What people mean by Qi
Qi (pronounced "chee") is usually translated as "vital energy", though no single English word quite carries it. In classical Chinese thought, Qi is the animating quality of a living thing: the difference between a body that is awake and present and one that is tired and flat. It is the same character used in everyday words for breath and air, which gives a sense of how ordinary and close to the body it was always meant to be.
It helps to treat Qi as a way of describing experience rather than a substance you could measure in a laboratory. When someone says their Qi feels low, they are pointing at a felt state we all recognise: heavy, foggy, not quite here. The language is poetic, and it has been used in China for thousands of years to talk about how we feel from the inside.
Meridians: a map of the body
If Qi is the felt sense of being alive, meridians are the map traditional practice draws across the body. They are described as a network of pathways, running along the arms and legs, the front and the back, linking parts of the body that can seem unrelated at first glance.
It is worth being clear and honest here. Meridians are not blood vessels or nerves, and you will not find them on an anatomical chart. They are best understood as a traditional model: a centuries-old way of organising the body into patterns, so that a practitioner can think about the whole person rather than a single isolated part. Like any map, it is not the territory itself. It is a useful guide that has been refined and passed down through generations.
Flow, and why it matters in the tradition
Put Qi and meridians together and you arrive at the third idea: flow. The traditional teaching is simple to state. When Qi moves freely along the meridians, the body is said to feel more at ease. When it feels stuck, the body can feel tired, tense or out of tune. Much of Chinese practice, from tapping to gentle pressure on the ear, is built around this single image of encouraging movement and return.

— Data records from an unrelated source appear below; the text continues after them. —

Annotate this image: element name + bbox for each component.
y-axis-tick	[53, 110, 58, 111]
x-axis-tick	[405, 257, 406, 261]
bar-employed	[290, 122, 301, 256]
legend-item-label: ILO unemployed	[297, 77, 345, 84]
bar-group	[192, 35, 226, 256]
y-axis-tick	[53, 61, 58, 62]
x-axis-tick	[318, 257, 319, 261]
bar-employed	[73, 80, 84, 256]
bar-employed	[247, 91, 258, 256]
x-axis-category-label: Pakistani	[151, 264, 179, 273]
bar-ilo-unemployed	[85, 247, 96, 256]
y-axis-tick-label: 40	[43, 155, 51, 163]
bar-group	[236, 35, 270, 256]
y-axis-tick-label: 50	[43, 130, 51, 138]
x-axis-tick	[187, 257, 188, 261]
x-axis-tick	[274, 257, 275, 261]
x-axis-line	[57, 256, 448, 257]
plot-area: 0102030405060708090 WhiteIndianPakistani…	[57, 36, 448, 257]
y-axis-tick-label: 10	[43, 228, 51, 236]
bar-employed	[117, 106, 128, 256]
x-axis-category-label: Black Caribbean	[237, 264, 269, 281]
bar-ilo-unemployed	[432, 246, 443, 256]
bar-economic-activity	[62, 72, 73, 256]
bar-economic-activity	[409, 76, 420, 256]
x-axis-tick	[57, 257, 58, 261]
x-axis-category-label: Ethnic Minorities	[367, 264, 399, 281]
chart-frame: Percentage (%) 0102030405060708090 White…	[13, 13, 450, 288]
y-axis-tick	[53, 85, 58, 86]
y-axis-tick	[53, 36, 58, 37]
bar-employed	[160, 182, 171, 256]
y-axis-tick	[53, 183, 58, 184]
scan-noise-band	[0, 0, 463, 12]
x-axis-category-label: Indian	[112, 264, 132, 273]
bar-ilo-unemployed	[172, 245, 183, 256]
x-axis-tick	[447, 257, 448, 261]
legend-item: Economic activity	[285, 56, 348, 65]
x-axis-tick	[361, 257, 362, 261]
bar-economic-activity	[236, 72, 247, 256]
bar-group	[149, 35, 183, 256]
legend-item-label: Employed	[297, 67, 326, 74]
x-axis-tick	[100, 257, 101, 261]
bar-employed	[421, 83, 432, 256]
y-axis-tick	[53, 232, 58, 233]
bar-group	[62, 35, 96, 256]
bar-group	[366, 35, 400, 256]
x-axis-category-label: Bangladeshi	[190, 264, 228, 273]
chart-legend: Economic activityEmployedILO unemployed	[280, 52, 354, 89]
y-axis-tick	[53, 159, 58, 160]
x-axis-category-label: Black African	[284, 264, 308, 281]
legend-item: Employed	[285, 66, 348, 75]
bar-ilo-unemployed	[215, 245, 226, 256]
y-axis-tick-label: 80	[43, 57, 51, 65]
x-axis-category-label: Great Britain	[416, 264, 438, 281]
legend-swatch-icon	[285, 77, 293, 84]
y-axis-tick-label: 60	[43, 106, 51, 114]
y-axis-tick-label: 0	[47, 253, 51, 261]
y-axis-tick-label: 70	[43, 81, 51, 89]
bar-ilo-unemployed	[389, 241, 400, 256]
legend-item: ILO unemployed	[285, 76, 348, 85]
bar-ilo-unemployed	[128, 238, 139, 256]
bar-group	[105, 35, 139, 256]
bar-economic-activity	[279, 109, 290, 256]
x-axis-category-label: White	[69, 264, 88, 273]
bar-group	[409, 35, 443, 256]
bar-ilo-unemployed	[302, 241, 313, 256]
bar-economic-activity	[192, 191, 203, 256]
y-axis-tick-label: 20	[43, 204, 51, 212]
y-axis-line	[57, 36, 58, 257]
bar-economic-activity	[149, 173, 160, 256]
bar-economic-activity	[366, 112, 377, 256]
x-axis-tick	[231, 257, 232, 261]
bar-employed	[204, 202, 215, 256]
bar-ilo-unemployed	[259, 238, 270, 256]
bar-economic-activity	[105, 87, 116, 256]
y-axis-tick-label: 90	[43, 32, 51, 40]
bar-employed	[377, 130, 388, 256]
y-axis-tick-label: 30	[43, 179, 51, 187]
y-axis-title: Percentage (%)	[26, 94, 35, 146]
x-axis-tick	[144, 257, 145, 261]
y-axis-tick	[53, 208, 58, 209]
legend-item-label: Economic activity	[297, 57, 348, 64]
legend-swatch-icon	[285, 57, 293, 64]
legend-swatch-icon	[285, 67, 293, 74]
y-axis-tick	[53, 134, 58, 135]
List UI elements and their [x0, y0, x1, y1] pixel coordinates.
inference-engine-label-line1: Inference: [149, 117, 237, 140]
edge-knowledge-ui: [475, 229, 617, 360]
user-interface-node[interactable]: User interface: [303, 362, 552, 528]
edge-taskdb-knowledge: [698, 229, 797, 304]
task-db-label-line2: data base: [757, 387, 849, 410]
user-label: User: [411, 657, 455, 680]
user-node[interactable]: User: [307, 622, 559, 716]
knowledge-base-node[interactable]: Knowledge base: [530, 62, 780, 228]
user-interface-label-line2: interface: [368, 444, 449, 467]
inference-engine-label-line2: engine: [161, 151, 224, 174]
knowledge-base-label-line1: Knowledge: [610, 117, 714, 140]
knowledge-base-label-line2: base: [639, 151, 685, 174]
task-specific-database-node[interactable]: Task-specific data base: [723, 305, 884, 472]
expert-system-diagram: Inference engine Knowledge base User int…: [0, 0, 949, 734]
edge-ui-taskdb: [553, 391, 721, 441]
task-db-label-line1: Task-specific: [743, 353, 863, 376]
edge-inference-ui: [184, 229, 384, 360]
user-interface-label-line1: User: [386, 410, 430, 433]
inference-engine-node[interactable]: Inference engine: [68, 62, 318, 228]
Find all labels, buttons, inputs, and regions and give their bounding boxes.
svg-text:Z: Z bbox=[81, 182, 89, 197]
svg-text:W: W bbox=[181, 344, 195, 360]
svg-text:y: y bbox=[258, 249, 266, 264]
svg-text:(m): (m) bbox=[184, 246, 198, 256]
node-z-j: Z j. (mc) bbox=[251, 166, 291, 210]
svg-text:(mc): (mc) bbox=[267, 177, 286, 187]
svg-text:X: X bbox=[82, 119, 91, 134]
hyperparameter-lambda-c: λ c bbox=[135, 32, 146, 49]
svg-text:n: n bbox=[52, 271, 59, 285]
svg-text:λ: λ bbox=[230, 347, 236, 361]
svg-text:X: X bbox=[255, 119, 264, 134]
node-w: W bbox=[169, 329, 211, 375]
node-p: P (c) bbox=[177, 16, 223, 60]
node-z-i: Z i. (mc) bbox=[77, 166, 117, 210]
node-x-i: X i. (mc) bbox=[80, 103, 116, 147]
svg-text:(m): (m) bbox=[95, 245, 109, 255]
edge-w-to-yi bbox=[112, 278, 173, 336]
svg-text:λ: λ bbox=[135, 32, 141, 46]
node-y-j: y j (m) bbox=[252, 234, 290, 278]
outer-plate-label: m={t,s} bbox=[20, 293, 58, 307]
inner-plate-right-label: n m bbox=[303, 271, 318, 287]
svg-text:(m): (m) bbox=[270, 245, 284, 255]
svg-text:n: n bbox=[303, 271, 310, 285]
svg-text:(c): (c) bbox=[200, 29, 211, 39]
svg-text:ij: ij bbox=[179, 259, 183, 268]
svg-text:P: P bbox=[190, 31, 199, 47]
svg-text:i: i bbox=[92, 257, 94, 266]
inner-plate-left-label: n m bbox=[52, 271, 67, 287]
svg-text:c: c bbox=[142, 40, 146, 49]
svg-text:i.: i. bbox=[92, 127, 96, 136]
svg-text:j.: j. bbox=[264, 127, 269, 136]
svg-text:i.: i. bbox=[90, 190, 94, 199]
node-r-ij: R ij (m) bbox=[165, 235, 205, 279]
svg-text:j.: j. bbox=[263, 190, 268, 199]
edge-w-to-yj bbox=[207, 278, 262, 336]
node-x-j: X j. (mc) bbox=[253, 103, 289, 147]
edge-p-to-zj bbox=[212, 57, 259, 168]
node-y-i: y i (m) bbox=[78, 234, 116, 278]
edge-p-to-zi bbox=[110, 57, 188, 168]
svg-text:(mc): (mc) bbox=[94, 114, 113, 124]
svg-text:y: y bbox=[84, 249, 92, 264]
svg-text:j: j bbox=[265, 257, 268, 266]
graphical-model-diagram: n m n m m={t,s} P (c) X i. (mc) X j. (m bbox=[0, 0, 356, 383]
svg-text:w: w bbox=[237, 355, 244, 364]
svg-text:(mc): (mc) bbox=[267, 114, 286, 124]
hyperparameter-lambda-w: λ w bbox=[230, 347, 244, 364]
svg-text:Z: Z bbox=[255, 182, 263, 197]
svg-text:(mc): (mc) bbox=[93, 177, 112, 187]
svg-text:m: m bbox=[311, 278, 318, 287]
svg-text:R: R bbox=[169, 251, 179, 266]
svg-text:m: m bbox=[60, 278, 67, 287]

You do not have to believe in anything cosmic for the idea to be useful. Most people who try these practices describe them as something between a fidget and a meditation: a few minutes of rhythm and attention that bring them back into their body. The framework of flow simply gives that experience a shape and a vocabulary.
Holding the ideas lightly
One of the kindest things you can do with Qi, meridians and flow is to hold them lightly. They are a traditional language for the body, not a set of medical facts, and they were never meant to replace a conversation with a doctor. If you have a health concern, please speak with a qualified healthcare professional. These are wellness practices, and nothing here is intended to diagnose, treat or cure anything.
What this old vocabulary offers, instead, is a way of paying attention. It invites you to notice where you feel open and where you feel held, to move with a little rhythm, and to return to the simple fact of having a body. That is the heart of the practice, and it is open to anyone, whatever they believe.
Where to begin
If these ideas have drawn you in, the gentlest next step is to feel them rather than read about them. Our guide to the tapping practice walks through how rhythmic tapping follows the meridian pathways along the body, and our guide to the ear seeds practice introduces a quieter, take-home ritual drawn from the same tradition. Begin where you are curious, and let the rest unfold slowly.